By Kirsten Menger-Anderson
Doctor Olaf van Schuler's Brain began as a short story about phrenology. I was fascinated by the odd idea of determining personality from the bumps in our heads, and intrigued by the diagrams of crisscrossed heads containing "brain organs" ranging from poetic talent to the tendency to murder. What other (now discredited) medical ideas have we held, I began to wonder. And so began my journey through 350 years of medical history.
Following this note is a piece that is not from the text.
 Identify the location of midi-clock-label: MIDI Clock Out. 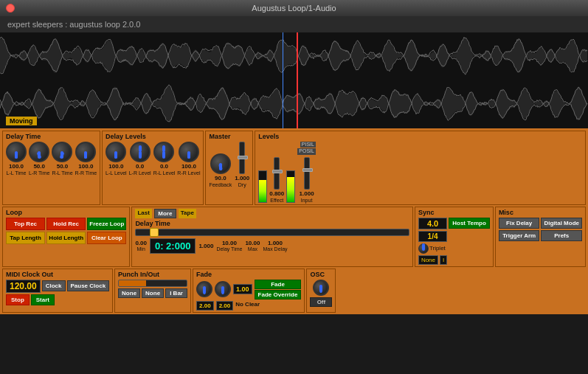
(58, 274).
Early in my research, I discovered the work of Jan Bondeson. His Buried Alive, which tells vivid tales of tobacco-smoke enemas and coffins fitted out with bell towers, inspired a story about a boy who may or may not be dead. Cabinet of Medical Curiosities, an entertaining survey of medical oddities, led to several additional stories that draw from the colorful histories Bondeson tells--tales involving spontaneous combustion and short hirsute women. Past medical techniques and the contemporaneous debates about life, death, and the soul took hold of my imagination. When I came across a review for Soul Made Flesh by Carl Zimmer, I immediately ordered the book.
Soul Made Flesh, which opens in 1662
I discovered curative radium in Bob McCoy's book Quack! Tales of Medical Fraud. I read about Mesmerism in an essay by Dylan Morgan; I followed the evolution of
Image: Skull inscribed for phrenological demonstration. 19th century. Courtesy of the Wellcome Library, London.